All states have workers' compensation laws. In addition, the federal government has enacted several similar laws. The Federal Employees Compensation Act provides benefits for the employees of the federal government and the District of Columbia. Railroad employees and seamen aboard ships are covered under the Federal Employer's Liability Act, and stevedores, longshoremen, and workers who repair ships are covered under the U.S. Longshore and Harbor Workers' Act.

Type of Law
Most workers' compensation laws are compulsory for all employers covered under the law. A few states have elective laws, but the majority of employers do elect coverage. If they do not, their employees are not entitled to workers' compensation benefits and must sue for damages resulting from occupational accidents or diseases. However, the employers lose their right to the three common-law defenses previously described.

Financing of Benefits
Most states allow employers to comply with the workers' compensation law by purchasing coverage from insurance companies. Several of these states also have competitive state funds from which coverage may be obtained, but these funds usually provide benefits for fewer employers than insurance companies do.
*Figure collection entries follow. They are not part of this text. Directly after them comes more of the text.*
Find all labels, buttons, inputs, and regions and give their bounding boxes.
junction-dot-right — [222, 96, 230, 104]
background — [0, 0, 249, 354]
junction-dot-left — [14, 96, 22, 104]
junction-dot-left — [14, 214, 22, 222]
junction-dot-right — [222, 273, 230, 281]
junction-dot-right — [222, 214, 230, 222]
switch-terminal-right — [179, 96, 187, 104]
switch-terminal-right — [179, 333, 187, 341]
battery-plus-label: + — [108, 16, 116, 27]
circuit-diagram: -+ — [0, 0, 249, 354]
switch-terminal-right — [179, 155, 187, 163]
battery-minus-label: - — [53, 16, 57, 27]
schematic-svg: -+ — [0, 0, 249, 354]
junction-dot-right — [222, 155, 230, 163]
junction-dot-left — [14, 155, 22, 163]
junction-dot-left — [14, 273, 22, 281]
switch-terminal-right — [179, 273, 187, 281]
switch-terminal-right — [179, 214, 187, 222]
Six states have monopolistic state funds that are the only source for obtaining coverage under the law.

Almost all states, including some with monopolistic state funds, allow employers to self-insure their workers' compensation exposure. These employers must generally post a bond or other security and receive the approval of the agency administering the law. While the number of firms using self-insurance for workers' compensation is small, these firms account for approximately one-half the employees covered under such laws.
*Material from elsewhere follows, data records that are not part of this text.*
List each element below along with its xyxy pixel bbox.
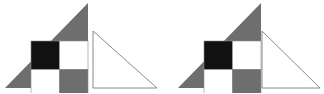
right-checker-cell-gray xyxy=(233,70,262,94)
left-checker-cell-white-bl xyxy=(31,70,60,94)
right-checker-cell-white-tr xyxy=(233,41,262,70)
figure-canvas xyxy=(0,0,324,93)
right-checkerboard xyxy=(204,41,261,93)
right-checker-cell-white-bl xyxy=(204,70,233,94)
geometric-figure-illustration xyxy=(0,0,324,93)
left-checker-cell-white-tr xyxy=(60,41,89,70)
right-checker-cell-black xyxy=(204,41,233,70)
left-checker-cell-gray xyxy=(60,70,89,94)
left-checkerboard xyxy=(31,41,88,93)
left-checker-cell-black xyxy=(31,41,60,70)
In virtually all cases, the full cost of providing workers' compensation benefits must be borne by the employer. Obviously, if an employer self-insures benefits, the ultimate cost will include the benefits paid plus any administrative expenses.
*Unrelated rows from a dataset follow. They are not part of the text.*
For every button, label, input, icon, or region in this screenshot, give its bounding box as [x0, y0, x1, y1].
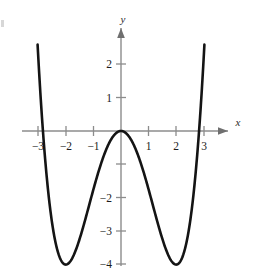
y-tick-label--3: −3	[100, 225, 112, 237]
y-tick-label-1: 1	[106, 92, 112, 104]
y-tick-label--4: −4	[100, 258, 112, 270]
y-tick-label--2: −2	[100, 192, 112, 204]
x-axis-arrowhead	[218, 127, 228, 135]
coordinate-plane: −3 −2 −1 1 2 3 2 1 −2 −3 −4 x y	[0, 0, 256, 277]
x-tick-label-1: 1	[146, 140, 152, 152]
y-axis-arrowhead	[117, 28, 125, 38]
y-axis-label: y	[120, 13, 126, 25]
x-tick-label-2: 2	[173, 140, 179, 152]
x-tick-label--2: −2	[60, 140, 72, 152]
x-tick-label--1: −1	[87, 140, 99, 152]
y-tick-label-2: 2	[106, 58, 112, 70]
x-axis-label: x	[235, 116, 241, 128]
x-tick-label-3: 3	[201, 140, 207, 152]
graph-figure: −3 −2 −1 1 2 3 2 1 −2 −3 −4 x y	[0, 0, 256, 277]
Employers who purchase coverage pay a premium that is calculated as a rate per $100 of payroll and that is based on the occupations of their workers. For example, rates for office workers may be as low as $.10, and rates for workers in a few hazardous occupations may exceed $50. Most states also require that, when their total workers' compensation premiums exceed a specified amount, employers be subject to experience rating; that is, employers' premiums become a function of benefits paid for past injuries to their workers. To the extent that safety costs are offset or eliminated by savings in workers' compensation premiums, experience-rating laws encourage employers to take an active role in correcting conditions that may cause injuries.

Covered Occupations
Although it is estimated that about 90 percent of workers in the United States are covered by workers' compensation laws, the percentage varies among the states from less than 70 percent to more than 95 percent. Many laws exclude certain agricultural, domestic, and casual employees. Some laws also exclude employers with a small number of employees. Furthermore, coverage for employees of state and local governments is not universal.

Eligibility
Before an employee can be eligible for benefits under a workers' compensation law, he or she must work in an occupation covered by that law and be disabled or killed by a covered injury or illness. The typical workers' compensation law provides coverage for accidental occupational injuries (including death) arising out of and in the course of employment. In all states, this includes injuries arising out of accidents, which are generally defined as sudden and unexpected events that are definite in time and place. Most workers' compensation laws exclude self-inflicted injuries and accidents resulting from an employee's intoxication or willful disregard of safety rules.

Every state has some coverage for illnesses resulting from occupational diseases. While the trend is toward full coverage for occupational diseases, some states cover only those diseases that are specifically listed in the law.